The Mexican Teachers' Long Struggle for Education, Workers Rights, and Democracy
The last few years of repeated strikes and demonstrations by the teachers of Chiapas, Oaxaca, Guerrero, and Michoacán, and the government’s violent repression of these protests--including forced diseappearance of students, massacres of supporters, and assassinations of individual teachers--has led to interest in the background of the teachers’ movement. The following article is meant to provide a long historical overview of the Mexican teachers’ movement, together with a bibliography for further reading.
Erdoğan’s Counter-Coup Coup
When I was writing the following lines two years ago, I was almost able to see the smirk on the face of some of my comrades who would subsequently read them: Bernie’s Army of Idealists Finds a New General in Jill Stein
For three days the wounded and defeated soldiers of Bernie Sanders’ army, tired and disappointed but still idealistic and hopeful, marched and picketed around the convention center in Philadelphia, while inside many of Sanders’ delegates booed Hillary Clinton’s name every time it was mentioned.
A Call to Action: Walk Out from the Democratic National Convention!
A serious and wide-ranging debate has been taking place among Sandernistas in the two weeks since Bernie endorsed Hillary. And now with the Democratic Convention underway, the unresolved questions become more pressing by the day. The 1898 Invasion of Puerto Rico and the Emergence of U.S. Imperialism
For the many people who have engaged in the struggle for Puerto Rico’s independence, July 25 has a special significance. On that date in 1898, U.S. troops invaded Puerto Rico, beginning a period of U.S. colonial domination on the island that continues to this day. The United States invaded Puerto Rico, along with the Philippines, Guam and Cuba, in the setting of the Spanish-American War.

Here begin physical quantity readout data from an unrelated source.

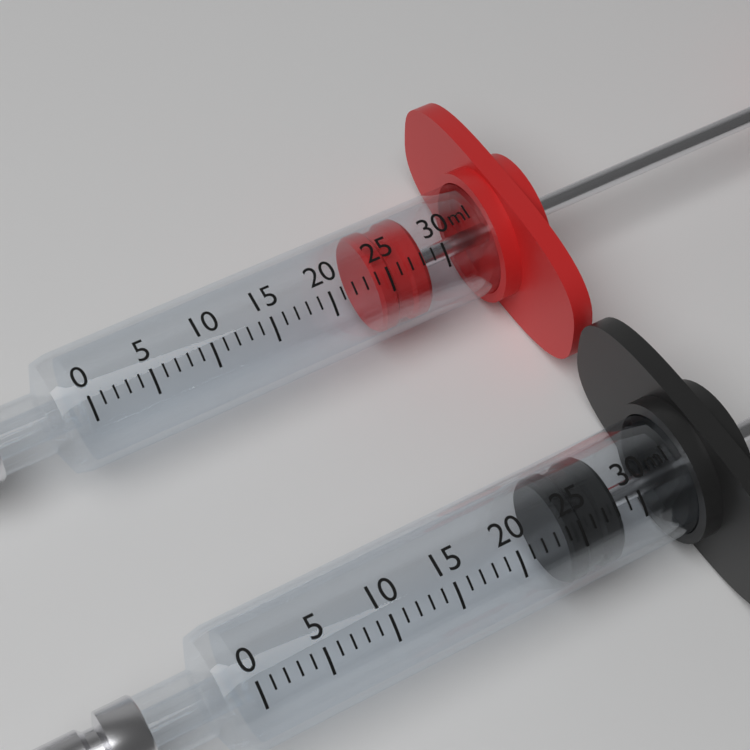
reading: 24 ml
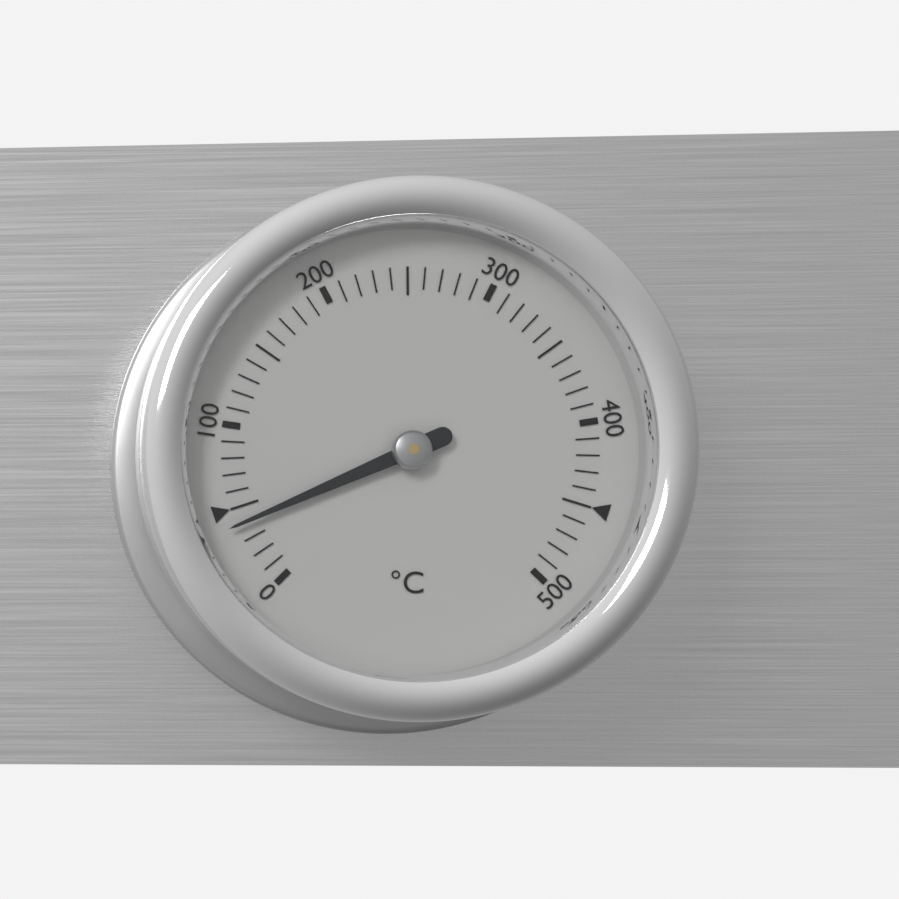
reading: 40 °C
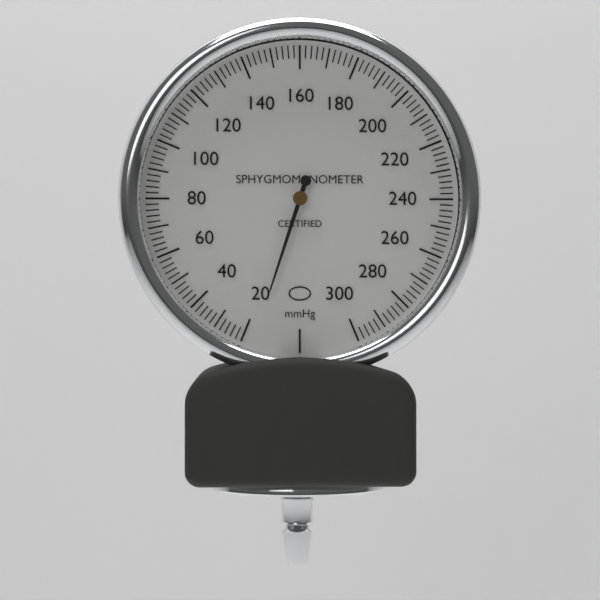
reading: 16 mmHg
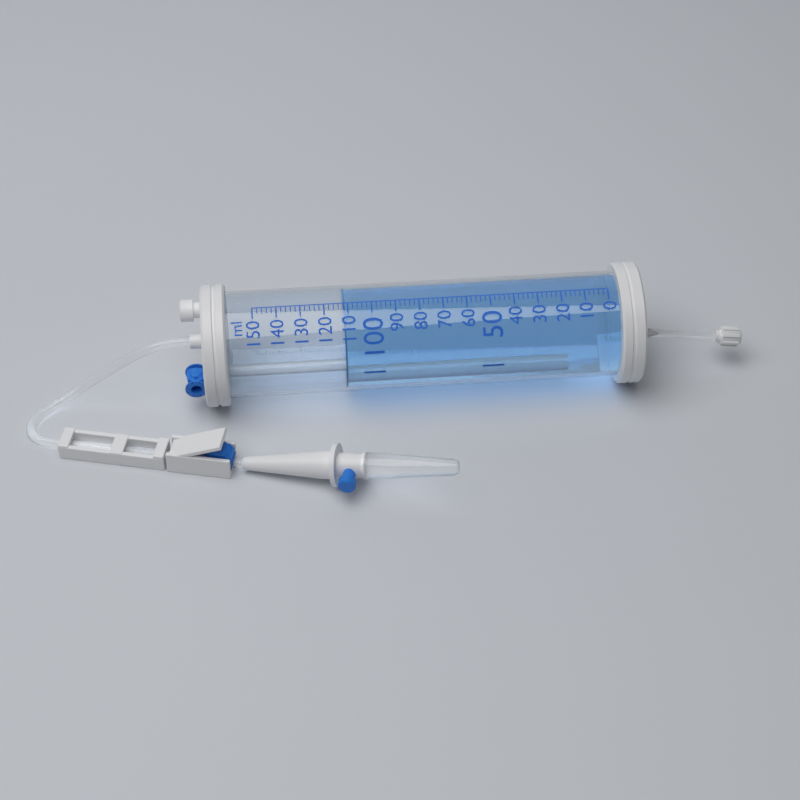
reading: 112 ml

That war was the opening of what would be the menacing role and predatory nature of the U.S. capitalist class in the Caribbean, Latin America and the entire world. For Jill Stein and Independent Politics
Bernie Sanders’ campaign for a “political revolution” lit up the 2016 primary election season like a meteor across the sky. Contrary to conventional wisdom that he’d peak and fade early, Sanders’ challenge to the Democratic party machine lasted throughout the primaries. Surpassing all expectations, he won 23 primary and caucus contests, raised an astonishing $222 million almost exclusively in small donations, and gathered over 1800 pledged delegates. 1936: Revolution in Spain
On 18 July 1936, part of the Spanish army, backed by the upper classes and the Catholic church, rose up with the intention of ending the country’s experiment in democracy and social reform (the Second Republic 1931-6). The resulting civil war would be one of the pivotal events of the 20th century. For some it was the rehearsal for the Second World War, for others the “last great cause”.

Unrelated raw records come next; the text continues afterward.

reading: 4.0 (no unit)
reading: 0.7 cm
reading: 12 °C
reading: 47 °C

Fight the Right, Bernie or Bust? Slogans and Strategies
As the US primary season closes we are faced with a bitter choice between an uninspiring Democrat and a shockingly popular racist demagogue. As such, writers on the Left are bracing for the general election and lining up behind one of two supposed “strategies”: Fight the Right and Bernie or Bust. Why the Movement for Black Lives Is Shutting Down DC and NYC Police Union Headquarters
Activists affiliated with the Movement for Black Lives and Black Lives Matter staged a sit-in Wednesday at police union headquarters in Washington, D.C., and New York City, as part of an action to demand police accountability in excessive force cases. The (Almost) Coup in Turkey
People in Turkey are no strangers to military coups. Following more than twenty-five years of single-party rule after the establishment of the Turkish Republic in 1923, a coup in 1960 toppled the government of the Democratic Party. In 1971, 1980, and 1997 the military either overthrew or deposed sitting governments. What Is The Next Left?
At this moment I find myself swinging between optimism fueled by the previously unimaginable appeal of Bernie Sanders’ “socialism,” the energized base of young people attracted to his campaign, this evidence that the neoliberal consensus is dead, and despair about the HUGE gap between this political opening and the organizational capacity of the revolutionary socialist left. Like many others, I’m asking: can anything be done?